16.10.08

The U.S. Flag as Art


Tyler Green has a post about the imagery of the American flag, how it's used/abused by both political parties. He has asked for suggestions. My most vivid memory of the flag is Stanley Forman's 1976 Pulitzer Prize-winning photo (above) at an anti-busing demonstration in Boston. That probably falls into the photo-journalism category but - how powerful. Others that come to my mind are shown below.

Childe Hassam


Jasper Johns


From Charles:
Art that uses a recognizable symbol, like the U.S. flag, does so best when it calls into question the conventional meaning of that symbol. This is not to say that it has to be necessarily a negative meaning, which is a temptation for many artists, I suppose, when treating something like the U.S. flag (like James Rosenquist's recent Xenophobic Movie Director, or Our Foreign Policy). It may be too obvious for Tyler's survey, but Nam June Paik's Video Flag (1985-1996) immediately came to mind. It is a much more positive version of the concept than an earlier form of the work, Video Flag Z, owned by the Los Angeles County Museum of Art and now unable to be shown. Both subvert a symbol we take for granted by assembling the symbol out of images that incarnate the shifting meanings of that symbol for many people. (My love of Paik's work has nothing to do with the fact that he was a musicologist, either.)


In a similar vein and perhaps less obviously, Romare Bearden's
Roots Odyssey (1976) uses the symbol of the flag to represent the shores of the United States as the destination of a slave ship. Once again, the symbol does not necessarily mean what you think it does, and it may have different meanings for different people. The United States is a large, multifaceted country with a complicated history, and the flag has greater meaning if it is not a one-dimensional symbol. (Related: David Hammons, African-American Flag, which the MoMA curator Connie Butler already picked for Tyler).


Task instructions: Copy the data precisely, character for character, and leave out every picture.

(Extracts from a graphics dataset)
──────
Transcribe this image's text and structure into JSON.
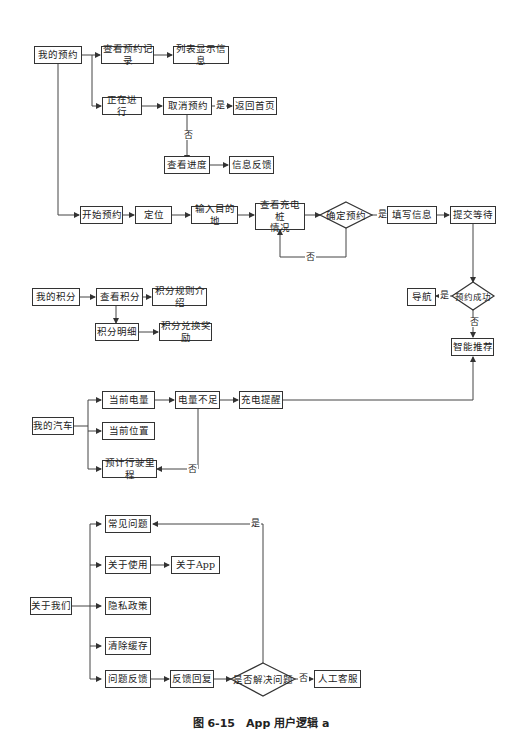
{
  "caption": "图 6-15　App 用户逻辑 a",
  "nodes": {
    "my_booking": "我的预约",
    "view_records": "查看预约记录",
    "list_info": "列表显示信息",
    "in_progress": "正在进行",
    "cancel_booking": "取消预约",
    "return_home": "返回首页",
    "view_progress": "查看进度",
    "info_feedback": "信息反馈",
    "start_booking": "开始预约",
    "locate": "定位",
    "input_destination": "输入目的地",
    "view_charger_line1": "查看充电桩",
    "view_charger_line2": "情况",
    "confirm_booking": "确定预约",
    "fill_info": "填写信息",
    "submit_wait": "提交等待",
    "navigate": "导航",
    "booking_success": "预约成功",
    "smart_recommend": "智能推荐",
    "my_points": "我的积分",
    "view_points": "查看积分",
    "points_rules": "积分规则介绍",
    "points_detail": "积分明细",
    "points_redeem": "积分兑换奖励",
    "my_car": "我的汽车",
    "current_battery": "当前电量",
    "low_battery": "电量不足",
    "charge_reminder": "充电提醒",
    "current_location": "当前位置",
    "estimated_range": "预计行驶里程",
    "about_us": "关于我们",
    "faq": "常见问题",
    "about_usage": "关于使用",
    "about_app": "关于App",
    "privacy_policy": "隐私政策",
    "clear_cache": "清除缓存",
    "feedback": "问题反馈",
    "feedback_reply": "反馈回复",
    "problem_solved": "是否解决问题",
    "human_service": "人工客服"
  },
  "edge_labels": {
    "yes": "是",
    "no": "否"
  }
}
──────
Response to this exercise:
Transcribe this image's text and structure into JSON.
{
  "caption": "图 6-15　App 用户逻辑 a",
  "nodes": {
    "my_booking": "我的预约",
    "view_records": "查看预约记录",
    "list_info": "列表显示信息",
    "in_progress": "正在进行",
    "cancel_booking": "取消预约",
    "return_home": "返回首页",
    "view_progress": "查看进度",
    "info_feedback": "信息反馈",
    "start_booking": "开始预约",
    "locate": "定位",
    "input_destination": "输入目的地",
    "view_charger_line1": "查看充电桩",
    "view_charger_line2": "情况",
    "confirm_booking": "确定预约",
    "fill_info": "填写信息",
    "submit_wait": "提交等待",
    "navigate": "导航",
    "booking_success": "预约成功",
    "smart_recommend": "智能推荐",
    "my_points": "我的积分",
    "view_points": "查看积分",
    "points_rules": "积分规则介绍",
    "points_detail": "积分明细",
    "points_redeem": "积分兑换奖励",
    "my_car": "我的汽车",
    "current_battery": "当前电量",
    "low_battery": "电量不足",
    "charge_reminder": "充电提醒",
    "current_location": "当前位置",
    "estimated_range": "预计行驶里程",
    "about_us": "关于我们",
    "faq": "常见问题",
    "about_usage": "关于使用",
    "about_app": "关于App",
    "privacy_policy": "隐私政策",
    "clear_cache": "清除缓存",
    "feedback": "问题反馈",
    "feedback_reply": "反馈回复",
    "problem_solved": "是否解决问题",
    "human_service": "人工客服"
  },
  "edge_labels": {
    "yes": "是",
    "no": "否"
  }
}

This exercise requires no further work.